I’m afraid I misled the Chinese about publishing workflows. I’m not sure their economy will recover.
A friend in the publishing industry works for a company that intended to move an old, print-centric production system into a new, more digital-first environment. That effort reminded me of some talks I gave to Chinese businessmen about production workflows. The old model, I told them, looks like this.

Editorial works on a concept until it’s about right, then hands it off to production. Production lays it out for print, then it goes back to editorial for review. After a few rounds of this, the print version is finalized. Then it’s converted to digital. (Believe it or not, some places still work that way.)
That model is inefficient for a few reasons, not least because the print-to-digital conversion is often a mess. Also, the digital team sees that the writing is done and wants access. “Can we please have the 99 percent ready copy earlier?”
The better model, as I explained to my Chinese friends, goes like this.

Editorial finalizes the content in the CMS, which feeds both print and digital production. The content might have to be tweaked for each medium, which – while it’s a good and necessary idea – makes editorial nervous because they often lose control of the final tweaking on the digital side.
The problem goes deeper
Something like this change is happening (or has happened) everywhere, and it’s a good thing, but there’s an important conceptual issue we have to wrestle with. The second model fails to account for the effect of the medium on the content.
Content isn’t some disembodied thing that’s incarnated in print, voice, or digital. The structure changes the information.
“Digital-first” can make the mistake of assuming that content exists independently of format. It doesn’t. The format isn’t just a wrapper, or a means to deliver the content to an eyeball (or an ear). It’s part of the idea.
To illustrate the importance of format, imagine you’re playing poker with some friends and you want to create a new game. You can’t do anything you imagine. You have 52 cards with four suits of 13 cards each. Your idea has to live within those restraints.
In the same way, if you want to produce a song for the radio, you can’t drone on for 30 minutes. Movie studios won’t accept films beyond a certain length, or that won’t fit on their screen. Board games have to fit inside a reasonably-sized box.
This sounds like a bad thing. “Why can’t I be creative and do what I want?”
Physical restraints can be good. Creativity without bounds results in slop. Accommodating an idea to an existing structure often results in a more refined and effective product.
Let’s go back to digital and print workflows. Their different assumptions affect how content is created.
A digital article doesn’t have to fit in a defined space while a print article often does. The rules about accompanying images, charts, pull-quotes, and such are different in different mediums and affect how content is written. Most importantly, mistakes on the print side are expensive and embarrassing, while mistakes on the digital side can be fixed relatively easily. (Except in email!)
Because of these differences, some digital publishers assume something like a “ready, fire, aim” approach. You can always fix your post later. (I don’t recommend that attitude.)
The production workflow is more like “Ready, aim, reconsider, check it again, send it to the copy editor one last time, sleep on it, sweat about it … run it by a friend … fire.”
The digital first mentality has a Gnostic character to it, as if the soul (content) is independent of the body (format), or as if the idea exists independently and the medium is just a vessel.
It doesn’t work that way. Layout isn’t an afterthought. It’s an integral part of the content.
Now let’s revisit the diagrams above. What’s the practical effect of all this?
First, “content” isn’t a product until it takes a form, whether that’s a printed page, an email, a podcast, or any other distribution channel.
Second, there’s an editorial and an artistic component in adapting content to structure. Don’t underestimate that.
The conclusion from those two points is that we have to think of “content” almost as a raw material that has to be shaped and formed before it becomes a publishing product.
What should publishers do?
- Don’t think of “content” as a finished product, ready for any medium, nor yet as a liquid to be poured into any mold.
- Treat adaptation to the medium as part of the creative work.
- Respect print constraints. They’re there for a reason.
- Don’t let CMS design dictate editorial thinking.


# TASK DETAILS
Look through the material below and give the number of lines where the string "legislatures" appears, without any other words.

# DATASET EXCERPTS
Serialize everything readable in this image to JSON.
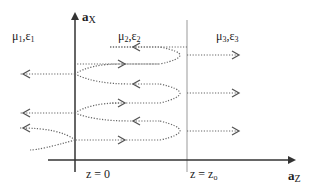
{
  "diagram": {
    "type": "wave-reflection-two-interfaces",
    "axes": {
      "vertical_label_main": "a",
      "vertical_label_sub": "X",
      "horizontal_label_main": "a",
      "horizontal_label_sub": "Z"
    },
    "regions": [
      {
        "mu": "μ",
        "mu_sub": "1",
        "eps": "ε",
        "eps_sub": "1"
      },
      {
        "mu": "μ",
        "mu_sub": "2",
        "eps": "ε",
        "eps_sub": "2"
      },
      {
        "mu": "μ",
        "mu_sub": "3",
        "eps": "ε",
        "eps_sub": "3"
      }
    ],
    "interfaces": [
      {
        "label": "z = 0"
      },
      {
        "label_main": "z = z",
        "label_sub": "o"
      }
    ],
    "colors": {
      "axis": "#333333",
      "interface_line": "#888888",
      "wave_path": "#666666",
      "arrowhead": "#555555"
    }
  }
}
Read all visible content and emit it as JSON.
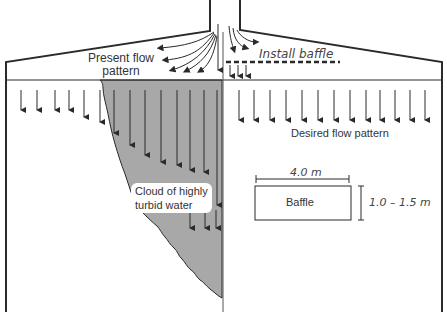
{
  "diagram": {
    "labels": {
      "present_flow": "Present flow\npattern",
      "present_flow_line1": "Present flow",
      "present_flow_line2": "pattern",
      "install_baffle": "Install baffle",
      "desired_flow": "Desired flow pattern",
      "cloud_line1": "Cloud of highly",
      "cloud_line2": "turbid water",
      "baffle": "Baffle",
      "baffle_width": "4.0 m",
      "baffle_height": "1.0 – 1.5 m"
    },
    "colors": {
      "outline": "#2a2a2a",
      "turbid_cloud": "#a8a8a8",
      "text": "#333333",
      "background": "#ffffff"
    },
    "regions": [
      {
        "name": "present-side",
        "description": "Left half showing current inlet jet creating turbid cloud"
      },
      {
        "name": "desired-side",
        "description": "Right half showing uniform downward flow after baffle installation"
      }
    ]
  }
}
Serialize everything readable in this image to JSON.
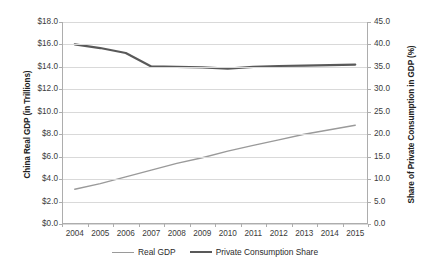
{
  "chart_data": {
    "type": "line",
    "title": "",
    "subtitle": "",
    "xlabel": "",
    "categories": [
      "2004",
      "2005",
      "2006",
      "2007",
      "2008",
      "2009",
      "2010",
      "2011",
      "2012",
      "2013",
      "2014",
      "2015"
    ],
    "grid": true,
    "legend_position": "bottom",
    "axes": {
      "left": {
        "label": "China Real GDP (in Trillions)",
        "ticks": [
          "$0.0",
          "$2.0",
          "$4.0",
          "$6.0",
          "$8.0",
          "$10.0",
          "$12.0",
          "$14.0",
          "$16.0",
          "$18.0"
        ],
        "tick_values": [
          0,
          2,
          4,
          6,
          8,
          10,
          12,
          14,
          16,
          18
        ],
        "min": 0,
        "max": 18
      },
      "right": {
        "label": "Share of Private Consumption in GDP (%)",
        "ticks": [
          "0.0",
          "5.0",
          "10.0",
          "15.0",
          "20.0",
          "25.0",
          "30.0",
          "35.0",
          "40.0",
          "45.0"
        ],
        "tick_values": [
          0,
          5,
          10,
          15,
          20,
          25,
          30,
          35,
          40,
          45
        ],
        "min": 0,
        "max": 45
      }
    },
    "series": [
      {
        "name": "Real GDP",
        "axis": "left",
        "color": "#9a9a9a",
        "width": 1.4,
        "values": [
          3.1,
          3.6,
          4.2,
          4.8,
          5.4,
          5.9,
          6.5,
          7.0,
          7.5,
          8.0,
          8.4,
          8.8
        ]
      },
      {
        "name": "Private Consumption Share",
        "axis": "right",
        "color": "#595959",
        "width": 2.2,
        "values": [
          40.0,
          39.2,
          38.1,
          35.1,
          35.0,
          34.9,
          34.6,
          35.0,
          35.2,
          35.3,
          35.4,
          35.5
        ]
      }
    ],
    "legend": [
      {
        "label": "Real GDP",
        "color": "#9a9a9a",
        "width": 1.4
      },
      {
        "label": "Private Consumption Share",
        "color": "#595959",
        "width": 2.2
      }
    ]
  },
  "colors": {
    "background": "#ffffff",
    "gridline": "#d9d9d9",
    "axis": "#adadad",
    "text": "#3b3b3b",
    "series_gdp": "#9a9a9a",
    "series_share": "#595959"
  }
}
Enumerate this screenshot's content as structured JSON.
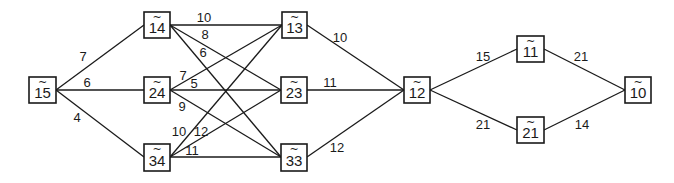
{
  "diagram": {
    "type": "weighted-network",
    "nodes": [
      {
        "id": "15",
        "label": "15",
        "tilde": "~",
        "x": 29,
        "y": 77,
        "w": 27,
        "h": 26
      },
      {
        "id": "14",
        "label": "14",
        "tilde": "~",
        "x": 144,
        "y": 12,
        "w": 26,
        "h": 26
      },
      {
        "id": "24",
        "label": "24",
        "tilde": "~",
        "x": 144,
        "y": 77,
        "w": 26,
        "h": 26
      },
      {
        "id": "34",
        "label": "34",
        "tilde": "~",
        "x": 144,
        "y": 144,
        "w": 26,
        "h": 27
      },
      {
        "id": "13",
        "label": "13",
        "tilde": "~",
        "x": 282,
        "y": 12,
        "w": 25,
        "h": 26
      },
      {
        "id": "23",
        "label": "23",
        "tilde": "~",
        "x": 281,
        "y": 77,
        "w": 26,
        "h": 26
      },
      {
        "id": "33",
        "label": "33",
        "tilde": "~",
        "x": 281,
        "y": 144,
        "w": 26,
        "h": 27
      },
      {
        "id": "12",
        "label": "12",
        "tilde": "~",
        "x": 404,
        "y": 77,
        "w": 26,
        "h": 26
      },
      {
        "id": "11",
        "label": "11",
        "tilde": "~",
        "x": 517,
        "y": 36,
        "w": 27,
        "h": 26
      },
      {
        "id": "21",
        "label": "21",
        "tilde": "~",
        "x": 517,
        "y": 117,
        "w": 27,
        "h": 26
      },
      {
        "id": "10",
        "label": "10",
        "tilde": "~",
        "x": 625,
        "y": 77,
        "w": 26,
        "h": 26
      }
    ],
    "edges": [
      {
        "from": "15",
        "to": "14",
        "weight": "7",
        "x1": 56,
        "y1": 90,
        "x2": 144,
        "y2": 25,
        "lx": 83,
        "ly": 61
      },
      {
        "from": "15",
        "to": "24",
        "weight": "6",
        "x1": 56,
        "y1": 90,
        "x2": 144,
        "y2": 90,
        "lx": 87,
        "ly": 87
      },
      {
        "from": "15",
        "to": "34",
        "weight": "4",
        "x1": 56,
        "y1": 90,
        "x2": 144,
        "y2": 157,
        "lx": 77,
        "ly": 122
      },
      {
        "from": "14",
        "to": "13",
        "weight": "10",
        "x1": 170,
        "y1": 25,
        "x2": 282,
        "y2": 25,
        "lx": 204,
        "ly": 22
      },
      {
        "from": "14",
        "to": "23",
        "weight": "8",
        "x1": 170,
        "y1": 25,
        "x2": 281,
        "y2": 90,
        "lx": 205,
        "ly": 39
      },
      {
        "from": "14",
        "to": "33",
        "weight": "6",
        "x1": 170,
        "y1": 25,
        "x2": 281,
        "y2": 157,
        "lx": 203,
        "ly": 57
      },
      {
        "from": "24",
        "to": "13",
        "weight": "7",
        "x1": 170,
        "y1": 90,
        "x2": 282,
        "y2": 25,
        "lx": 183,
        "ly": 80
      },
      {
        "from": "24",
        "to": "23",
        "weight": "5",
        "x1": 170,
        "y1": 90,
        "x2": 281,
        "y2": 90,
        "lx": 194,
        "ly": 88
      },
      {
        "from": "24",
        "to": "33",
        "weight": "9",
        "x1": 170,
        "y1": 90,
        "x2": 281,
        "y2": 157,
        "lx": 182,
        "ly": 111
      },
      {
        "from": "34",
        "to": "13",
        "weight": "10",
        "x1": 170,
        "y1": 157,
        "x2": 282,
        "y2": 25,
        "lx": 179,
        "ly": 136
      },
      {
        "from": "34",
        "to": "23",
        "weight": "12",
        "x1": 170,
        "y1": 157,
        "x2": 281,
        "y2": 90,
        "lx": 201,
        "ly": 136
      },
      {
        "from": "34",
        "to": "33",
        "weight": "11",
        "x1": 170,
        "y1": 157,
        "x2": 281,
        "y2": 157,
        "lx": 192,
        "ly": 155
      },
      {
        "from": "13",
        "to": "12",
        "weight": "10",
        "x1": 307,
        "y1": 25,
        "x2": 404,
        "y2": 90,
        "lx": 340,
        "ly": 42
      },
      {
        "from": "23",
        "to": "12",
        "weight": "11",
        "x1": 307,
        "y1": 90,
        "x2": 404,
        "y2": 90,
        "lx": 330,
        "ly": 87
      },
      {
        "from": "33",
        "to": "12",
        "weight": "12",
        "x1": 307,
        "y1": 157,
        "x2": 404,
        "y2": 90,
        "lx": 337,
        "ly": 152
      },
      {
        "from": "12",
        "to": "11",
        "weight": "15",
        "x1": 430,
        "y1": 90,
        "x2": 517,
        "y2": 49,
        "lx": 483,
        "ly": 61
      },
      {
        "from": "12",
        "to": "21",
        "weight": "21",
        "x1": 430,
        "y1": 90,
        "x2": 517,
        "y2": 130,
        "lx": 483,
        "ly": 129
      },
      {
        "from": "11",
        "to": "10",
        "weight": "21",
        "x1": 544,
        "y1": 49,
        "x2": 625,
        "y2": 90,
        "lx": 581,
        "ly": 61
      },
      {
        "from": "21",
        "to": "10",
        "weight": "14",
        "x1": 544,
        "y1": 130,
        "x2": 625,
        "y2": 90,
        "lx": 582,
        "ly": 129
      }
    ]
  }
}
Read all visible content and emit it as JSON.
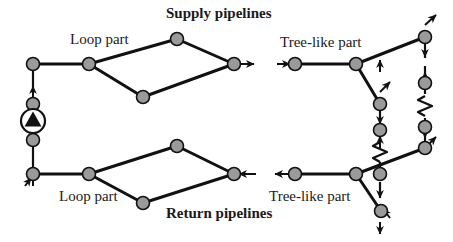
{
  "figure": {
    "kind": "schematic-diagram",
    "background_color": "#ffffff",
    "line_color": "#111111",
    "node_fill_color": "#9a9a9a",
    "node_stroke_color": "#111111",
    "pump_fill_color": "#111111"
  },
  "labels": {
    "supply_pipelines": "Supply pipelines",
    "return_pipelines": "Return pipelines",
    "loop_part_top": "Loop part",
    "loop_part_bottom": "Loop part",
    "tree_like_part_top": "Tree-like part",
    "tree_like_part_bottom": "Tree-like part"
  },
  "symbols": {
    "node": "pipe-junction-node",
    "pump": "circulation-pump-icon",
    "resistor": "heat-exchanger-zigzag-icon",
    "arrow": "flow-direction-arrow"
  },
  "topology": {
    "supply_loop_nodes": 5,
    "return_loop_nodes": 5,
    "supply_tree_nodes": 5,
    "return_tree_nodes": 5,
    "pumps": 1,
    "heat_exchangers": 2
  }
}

---

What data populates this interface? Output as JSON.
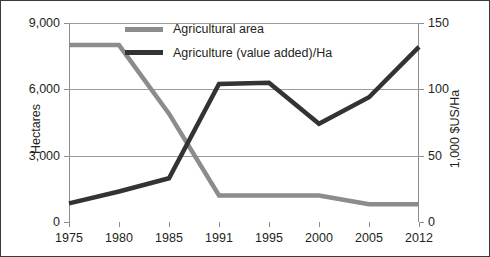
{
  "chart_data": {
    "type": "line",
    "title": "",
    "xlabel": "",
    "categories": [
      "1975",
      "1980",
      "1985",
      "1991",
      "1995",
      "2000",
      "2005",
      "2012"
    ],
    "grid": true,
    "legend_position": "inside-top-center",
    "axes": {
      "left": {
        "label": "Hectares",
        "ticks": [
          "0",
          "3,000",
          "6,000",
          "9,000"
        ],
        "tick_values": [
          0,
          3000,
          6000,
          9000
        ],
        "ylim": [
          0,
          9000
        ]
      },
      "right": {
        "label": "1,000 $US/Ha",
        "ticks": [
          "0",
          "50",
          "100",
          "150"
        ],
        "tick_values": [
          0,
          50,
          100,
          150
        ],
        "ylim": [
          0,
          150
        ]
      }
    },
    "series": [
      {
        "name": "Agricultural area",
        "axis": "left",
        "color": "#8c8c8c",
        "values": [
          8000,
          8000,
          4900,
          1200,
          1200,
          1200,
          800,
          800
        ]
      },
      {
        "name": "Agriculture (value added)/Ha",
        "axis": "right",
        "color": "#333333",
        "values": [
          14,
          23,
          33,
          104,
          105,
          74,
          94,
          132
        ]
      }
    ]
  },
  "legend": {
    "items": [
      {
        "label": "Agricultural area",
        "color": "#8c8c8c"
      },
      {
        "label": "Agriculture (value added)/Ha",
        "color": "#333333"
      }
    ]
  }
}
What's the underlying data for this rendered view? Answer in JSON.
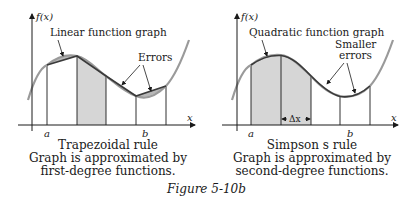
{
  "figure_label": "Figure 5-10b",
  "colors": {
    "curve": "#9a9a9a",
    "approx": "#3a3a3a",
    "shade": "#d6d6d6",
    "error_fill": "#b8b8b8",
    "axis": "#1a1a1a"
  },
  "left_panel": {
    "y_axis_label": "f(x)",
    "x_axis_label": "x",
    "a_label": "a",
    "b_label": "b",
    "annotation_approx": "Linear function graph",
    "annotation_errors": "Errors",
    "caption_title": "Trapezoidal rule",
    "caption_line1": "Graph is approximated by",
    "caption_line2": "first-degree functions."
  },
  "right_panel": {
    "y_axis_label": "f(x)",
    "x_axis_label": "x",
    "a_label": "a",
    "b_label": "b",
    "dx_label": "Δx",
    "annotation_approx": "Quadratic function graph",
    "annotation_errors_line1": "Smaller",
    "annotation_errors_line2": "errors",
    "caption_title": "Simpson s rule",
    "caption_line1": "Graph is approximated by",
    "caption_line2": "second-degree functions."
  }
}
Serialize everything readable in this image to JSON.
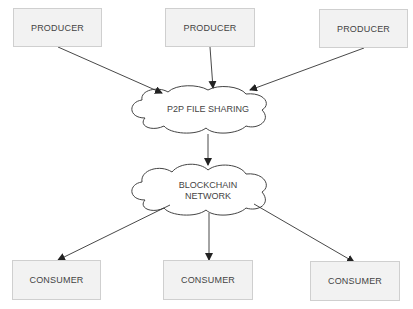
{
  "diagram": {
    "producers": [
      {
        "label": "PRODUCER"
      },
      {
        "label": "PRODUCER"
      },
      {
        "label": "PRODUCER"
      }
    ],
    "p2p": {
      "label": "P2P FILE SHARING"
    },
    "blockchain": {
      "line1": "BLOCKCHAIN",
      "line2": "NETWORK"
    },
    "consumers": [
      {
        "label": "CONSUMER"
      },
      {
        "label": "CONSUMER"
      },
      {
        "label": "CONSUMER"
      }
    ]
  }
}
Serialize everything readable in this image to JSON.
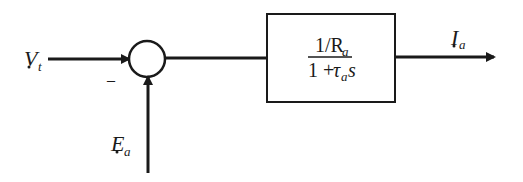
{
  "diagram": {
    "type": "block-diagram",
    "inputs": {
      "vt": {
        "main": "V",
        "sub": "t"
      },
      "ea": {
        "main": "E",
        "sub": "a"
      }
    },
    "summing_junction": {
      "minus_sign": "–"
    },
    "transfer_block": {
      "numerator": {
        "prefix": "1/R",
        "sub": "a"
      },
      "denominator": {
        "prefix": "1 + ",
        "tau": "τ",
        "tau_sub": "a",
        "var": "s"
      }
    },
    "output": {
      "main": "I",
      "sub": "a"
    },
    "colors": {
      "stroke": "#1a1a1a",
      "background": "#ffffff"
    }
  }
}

--

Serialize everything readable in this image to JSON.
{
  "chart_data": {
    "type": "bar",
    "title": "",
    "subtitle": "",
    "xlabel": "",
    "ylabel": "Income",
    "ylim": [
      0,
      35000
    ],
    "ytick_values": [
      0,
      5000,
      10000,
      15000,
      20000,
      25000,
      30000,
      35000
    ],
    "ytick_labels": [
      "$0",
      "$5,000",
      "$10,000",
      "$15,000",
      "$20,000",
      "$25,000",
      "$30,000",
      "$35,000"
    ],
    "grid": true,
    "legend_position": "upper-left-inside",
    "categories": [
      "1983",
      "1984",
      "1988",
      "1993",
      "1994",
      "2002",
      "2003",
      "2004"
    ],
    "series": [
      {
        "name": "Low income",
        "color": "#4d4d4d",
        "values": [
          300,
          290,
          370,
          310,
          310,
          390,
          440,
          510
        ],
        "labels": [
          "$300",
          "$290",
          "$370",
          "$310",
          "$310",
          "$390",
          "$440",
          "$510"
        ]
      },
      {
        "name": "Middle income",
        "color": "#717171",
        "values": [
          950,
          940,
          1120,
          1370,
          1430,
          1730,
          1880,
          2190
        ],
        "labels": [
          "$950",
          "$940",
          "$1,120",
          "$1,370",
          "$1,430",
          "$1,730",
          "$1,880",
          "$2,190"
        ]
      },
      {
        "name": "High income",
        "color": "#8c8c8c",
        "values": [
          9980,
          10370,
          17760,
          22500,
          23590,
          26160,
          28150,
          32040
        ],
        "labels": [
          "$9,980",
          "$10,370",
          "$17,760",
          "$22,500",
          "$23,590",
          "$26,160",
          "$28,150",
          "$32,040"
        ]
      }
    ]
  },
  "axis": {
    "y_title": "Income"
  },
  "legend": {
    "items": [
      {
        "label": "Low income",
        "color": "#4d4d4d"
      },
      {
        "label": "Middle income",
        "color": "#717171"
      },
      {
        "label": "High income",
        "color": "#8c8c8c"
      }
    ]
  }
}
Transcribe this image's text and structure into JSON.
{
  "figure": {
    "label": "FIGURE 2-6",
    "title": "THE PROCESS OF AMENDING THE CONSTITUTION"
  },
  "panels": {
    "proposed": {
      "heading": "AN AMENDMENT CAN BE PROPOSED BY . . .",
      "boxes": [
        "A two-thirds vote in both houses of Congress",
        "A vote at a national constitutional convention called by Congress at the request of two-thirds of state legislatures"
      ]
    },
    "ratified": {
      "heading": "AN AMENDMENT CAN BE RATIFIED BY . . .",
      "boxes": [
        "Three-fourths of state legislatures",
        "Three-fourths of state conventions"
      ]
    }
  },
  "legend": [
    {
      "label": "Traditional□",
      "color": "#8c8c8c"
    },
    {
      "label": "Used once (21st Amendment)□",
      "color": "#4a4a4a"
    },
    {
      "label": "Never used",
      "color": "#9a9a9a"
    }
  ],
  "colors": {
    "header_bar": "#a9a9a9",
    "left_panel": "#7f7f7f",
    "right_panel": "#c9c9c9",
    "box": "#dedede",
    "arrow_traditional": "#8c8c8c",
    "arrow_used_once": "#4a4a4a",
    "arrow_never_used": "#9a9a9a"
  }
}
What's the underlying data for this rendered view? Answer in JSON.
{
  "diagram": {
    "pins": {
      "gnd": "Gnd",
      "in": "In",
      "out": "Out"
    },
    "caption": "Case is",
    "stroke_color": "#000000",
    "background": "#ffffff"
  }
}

# TASK ANSWER
2